His rage is not something that he has spoken of openly. He can’t escape the uncomfortable sensation that Jiang Wanyin can only sense it because of the soulbond that is still locked onto Lan Wangji’s core, despite his constant attempts to block it out. It ignites a revulsion in him that is visceral in a way that shakes them both, leaves him standing breathing heavily over Jiang Wanyin’s body where it lies beaten down into the mud.
Lan Wangji raises a leg over the whimpering form at his feet, and aims a kick right into the soft tissue under Jiang Wanyin’s ribs. He kicks twice, and again, and again, till the other man has gotten the point – shut the fuck up.
Jiang Wanyin doesn’t try to talk to him again.
They hunt for Wei Wuxian in near-silence, well-coordinated like gears made to fit each other’s grooves, and he despises every minute of it.
~*~
They find him three months later in Yiling, where he’s busy chopping Wen Chao and his pet dog into little pieces and feeding them to each other. On principle, Lan Wangji approves. Once, he might have been appalled by how far Wei Wuxian has clearly fallen, cloaked in resentful energy, cultivating it of all the blasphemies he could have chosen to carry out.
But that was before. When he believed that there were still lines of decency his soulmate would not cross.
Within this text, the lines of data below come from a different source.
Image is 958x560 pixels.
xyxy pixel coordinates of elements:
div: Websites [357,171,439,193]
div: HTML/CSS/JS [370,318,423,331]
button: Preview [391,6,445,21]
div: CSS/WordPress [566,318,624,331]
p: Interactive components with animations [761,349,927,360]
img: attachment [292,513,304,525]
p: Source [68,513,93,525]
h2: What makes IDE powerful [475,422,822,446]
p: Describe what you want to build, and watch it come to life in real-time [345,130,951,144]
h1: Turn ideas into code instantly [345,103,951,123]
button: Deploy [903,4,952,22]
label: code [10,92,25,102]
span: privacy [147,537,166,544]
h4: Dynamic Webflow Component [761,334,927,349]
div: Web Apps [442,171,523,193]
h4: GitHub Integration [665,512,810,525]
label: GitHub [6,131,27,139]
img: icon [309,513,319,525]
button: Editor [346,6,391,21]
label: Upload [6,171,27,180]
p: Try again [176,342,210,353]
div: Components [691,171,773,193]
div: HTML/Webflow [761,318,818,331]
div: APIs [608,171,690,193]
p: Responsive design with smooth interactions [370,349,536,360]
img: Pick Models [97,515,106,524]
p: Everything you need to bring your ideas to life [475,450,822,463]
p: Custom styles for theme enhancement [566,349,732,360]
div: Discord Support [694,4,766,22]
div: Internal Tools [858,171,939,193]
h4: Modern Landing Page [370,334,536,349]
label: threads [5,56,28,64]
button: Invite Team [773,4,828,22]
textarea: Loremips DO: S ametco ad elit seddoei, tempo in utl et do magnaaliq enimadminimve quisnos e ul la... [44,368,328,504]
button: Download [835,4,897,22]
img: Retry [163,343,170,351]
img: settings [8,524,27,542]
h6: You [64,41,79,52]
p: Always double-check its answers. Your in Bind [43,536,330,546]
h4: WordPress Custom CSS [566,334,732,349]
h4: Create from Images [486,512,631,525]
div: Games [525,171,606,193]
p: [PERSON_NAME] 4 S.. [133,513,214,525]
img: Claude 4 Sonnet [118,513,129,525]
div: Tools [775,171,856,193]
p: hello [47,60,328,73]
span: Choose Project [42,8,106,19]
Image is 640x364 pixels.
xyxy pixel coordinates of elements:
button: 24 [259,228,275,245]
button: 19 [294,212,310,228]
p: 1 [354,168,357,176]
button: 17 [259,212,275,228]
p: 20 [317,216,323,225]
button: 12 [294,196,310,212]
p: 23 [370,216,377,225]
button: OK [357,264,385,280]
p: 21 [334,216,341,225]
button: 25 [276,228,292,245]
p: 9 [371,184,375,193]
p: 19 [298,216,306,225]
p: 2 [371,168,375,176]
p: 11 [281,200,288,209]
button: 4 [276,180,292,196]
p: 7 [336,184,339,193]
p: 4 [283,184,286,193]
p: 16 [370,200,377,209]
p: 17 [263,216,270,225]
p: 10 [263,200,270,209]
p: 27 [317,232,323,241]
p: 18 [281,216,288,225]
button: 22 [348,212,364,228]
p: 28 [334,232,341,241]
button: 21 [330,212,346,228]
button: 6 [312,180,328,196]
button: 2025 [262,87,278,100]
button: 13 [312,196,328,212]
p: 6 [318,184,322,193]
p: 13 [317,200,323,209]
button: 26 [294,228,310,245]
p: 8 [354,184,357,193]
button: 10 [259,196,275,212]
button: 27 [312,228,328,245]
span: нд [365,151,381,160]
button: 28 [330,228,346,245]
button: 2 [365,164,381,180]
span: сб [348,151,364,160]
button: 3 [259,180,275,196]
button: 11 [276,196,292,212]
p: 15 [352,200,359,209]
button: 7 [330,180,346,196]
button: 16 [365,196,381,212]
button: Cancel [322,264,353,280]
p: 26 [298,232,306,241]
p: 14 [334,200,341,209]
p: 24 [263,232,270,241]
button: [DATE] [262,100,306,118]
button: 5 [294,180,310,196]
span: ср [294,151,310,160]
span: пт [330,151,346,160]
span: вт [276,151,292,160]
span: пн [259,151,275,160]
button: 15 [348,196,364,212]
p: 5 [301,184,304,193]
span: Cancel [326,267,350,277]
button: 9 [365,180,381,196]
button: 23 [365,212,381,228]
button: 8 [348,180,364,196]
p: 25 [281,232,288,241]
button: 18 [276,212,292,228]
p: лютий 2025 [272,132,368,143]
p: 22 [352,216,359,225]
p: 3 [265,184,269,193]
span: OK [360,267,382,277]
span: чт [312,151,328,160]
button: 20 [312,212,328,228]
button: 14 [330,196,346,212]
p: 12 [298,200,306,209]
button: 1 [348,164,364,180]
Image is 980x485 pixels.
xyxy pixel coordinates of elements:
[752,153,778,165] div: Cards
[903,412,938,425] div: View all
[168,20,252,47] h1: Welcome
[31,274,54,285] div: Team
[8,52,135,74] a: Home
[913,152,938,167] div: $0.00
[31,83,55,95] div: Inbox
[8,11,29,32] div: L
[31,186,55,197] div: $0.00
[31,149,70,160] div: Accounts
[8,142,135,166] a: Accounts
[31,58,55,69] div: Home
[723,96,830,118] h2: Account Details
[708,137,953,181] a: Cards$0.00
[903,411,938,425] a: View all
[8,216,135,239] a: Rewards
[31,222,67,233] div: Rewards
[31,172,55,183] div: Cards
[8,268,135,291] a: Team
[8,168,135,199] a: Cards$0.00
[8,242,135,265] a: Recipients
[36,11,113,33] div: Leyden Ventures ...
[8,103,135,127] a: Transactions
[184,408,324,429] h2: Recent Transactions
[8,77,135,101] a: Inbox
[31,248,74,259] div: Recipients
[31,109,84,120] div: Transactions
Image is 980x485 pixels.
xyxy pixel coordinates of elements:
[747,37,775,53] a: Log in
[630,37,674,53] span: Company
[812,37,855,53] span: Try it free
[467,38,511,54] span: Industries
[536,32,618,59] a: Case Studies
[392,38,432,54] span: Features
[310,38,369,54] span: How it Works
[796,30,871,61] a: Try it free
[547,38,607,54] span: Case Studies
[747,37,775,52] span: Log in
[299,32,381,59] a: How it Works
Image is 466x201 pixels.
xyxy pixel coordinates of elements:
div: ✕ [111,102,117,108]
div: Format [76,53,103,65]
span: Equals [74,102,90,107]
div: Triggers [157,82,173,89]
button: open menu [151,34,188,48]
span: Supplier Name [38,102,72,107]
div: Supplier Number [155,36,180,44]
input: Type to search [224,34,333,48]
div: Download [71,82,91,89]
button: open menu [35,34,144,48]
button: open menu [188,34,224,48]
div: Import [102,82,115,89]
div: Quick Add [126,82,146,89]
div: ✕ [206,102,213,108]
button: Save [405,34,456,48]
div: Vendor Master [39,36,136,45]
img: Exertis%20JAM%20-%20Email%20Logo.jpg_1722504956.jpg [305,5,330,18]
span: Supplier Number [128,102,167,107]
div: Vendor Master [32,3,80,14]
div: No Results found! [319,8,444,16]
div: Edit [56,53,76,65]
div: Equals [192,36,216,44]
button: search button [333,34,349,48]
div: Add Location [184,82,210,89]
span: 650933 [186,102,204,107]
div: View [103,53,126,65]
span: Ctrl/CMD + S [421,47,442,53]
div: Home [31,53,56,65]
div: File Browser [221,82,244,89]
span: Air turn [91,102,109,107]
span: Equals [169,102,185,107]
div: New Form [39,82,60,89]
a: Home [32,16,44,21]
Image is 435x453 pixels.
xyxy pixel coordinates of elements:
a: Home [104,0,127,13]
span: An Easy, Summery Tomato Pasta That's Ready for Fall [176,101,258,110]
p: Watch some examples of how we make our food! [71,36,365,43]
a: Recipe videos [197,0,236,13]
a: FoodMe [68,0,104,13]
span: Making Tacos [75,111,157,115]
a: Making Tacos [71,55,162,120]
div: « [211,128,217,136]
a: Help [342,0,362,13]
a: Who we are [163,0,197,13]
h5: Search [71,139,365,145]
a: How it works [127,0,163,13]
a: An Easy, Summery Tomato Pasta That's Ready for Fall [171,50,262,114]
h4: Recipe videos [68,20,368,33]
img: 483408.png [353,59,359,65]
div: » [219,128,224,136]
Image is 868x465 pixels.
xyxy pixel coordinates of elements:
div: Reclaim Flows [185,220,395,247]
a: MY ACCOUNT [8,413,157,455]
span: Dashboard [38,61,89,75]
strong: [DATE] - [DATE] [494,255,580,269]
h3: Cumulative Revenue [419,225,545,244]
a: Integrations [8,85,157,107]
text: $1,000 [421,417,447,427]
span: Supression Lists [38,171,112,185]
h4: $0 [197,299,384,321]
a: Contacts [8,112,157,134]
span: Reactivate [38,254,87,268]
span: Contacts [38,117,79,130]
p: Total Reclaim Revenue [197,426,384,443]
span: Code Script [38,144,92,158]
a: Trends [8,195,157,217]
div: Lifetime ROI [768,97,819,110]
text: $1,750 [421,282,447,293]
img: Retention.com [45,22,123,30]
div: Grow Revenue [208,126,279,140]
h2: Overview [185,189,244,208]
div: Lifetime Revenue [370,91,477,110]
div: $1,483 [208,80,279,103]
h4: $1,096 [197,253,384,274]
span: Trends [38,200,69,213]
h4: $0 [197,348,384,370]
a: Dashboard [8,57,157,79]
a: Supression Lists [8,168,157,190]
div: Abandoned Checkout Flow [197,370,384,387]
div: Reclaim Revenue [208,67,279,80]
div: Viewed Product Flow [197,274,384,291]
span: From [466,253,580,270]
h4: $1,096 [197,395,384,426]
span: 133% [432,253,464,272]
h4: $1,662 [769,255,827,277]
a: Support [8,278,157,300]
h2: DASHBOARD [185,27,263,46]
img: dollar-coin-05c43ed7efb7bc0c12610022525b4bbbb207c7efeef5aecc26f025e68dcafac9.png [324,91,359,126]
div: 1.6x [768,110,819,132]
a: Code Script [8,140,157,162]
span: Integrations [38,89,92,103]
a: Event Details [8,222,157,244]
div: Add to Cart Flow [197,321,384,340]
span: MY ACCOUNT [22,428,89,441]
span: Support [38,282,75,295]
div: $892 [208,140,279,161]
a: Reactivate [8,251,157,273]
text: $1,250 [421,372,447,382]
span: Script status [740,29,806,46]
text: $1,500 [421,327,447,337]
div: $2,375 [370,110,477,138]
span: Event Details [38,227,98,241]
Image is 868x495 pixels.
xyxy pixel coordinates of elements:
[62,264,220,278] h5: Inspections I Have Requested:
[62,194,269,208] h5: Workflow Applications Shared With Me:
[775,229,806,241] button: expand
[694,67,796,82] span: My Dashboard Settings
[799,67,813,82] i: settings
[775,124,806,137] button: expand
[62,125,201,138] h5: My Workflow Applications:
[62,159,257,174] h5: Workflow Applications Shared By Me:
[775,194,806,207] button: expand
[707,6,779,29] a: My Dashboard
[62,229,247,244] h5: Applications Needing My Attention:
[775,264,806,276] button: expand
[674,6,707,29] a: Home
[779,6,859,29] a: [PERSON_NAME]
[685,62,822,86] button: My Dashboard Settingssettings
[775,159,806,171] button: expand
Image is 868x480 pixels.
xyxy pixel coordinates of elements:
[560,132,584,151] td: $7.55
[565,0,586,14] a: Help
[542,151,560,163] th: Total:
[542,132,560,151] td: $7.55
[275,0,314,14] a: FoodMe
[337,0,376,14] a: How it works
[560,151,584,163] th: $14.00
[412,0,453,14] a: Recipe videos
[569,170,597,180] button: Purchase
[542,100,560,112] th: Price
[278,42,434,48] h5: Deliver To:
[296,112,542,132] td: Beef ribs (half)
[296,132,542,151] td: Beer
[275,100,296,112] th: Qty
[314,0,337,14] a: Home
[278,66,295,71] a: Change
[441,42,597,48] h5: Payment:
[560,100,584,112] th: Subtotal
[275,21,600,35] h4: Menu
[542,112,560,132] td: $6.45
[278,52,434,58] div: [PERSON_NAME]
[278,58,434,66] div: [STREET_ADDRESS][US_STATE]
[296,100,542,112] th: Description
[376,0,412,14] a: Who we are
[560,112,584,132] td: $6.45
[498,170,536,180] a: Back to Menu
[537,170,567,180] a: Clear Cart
Now, he watches alongside a stunned and scared Jiang Wanyin as Wei Wuxian brutalises the Wens till they have been reduced to sub-humanity, and wonders if this capacity for obscene degrees of violence comes from the same place that allowed Wei Wuxian to desecrate a soulbond. He is not surprised, not really anything until the three of them confront each other and through all the screaming, Wei Wuxian makes one thing very, very clear: he has no regrets for what he’s done.
Then Lan Wangji is glad, so glad, that he did not let down his walls, that he chose wisely to keep the bond shut tight. If he had exposed himself to Wei Wuxian, to the soulmate who threw him away, bonded him to Jiang Wanyin and betrayed the most sacred of intimate connections between two people –
He is relieved that he did not humiliate himself. Wei Wuxian has taken enough from him already. Lan Wangji will give him no more.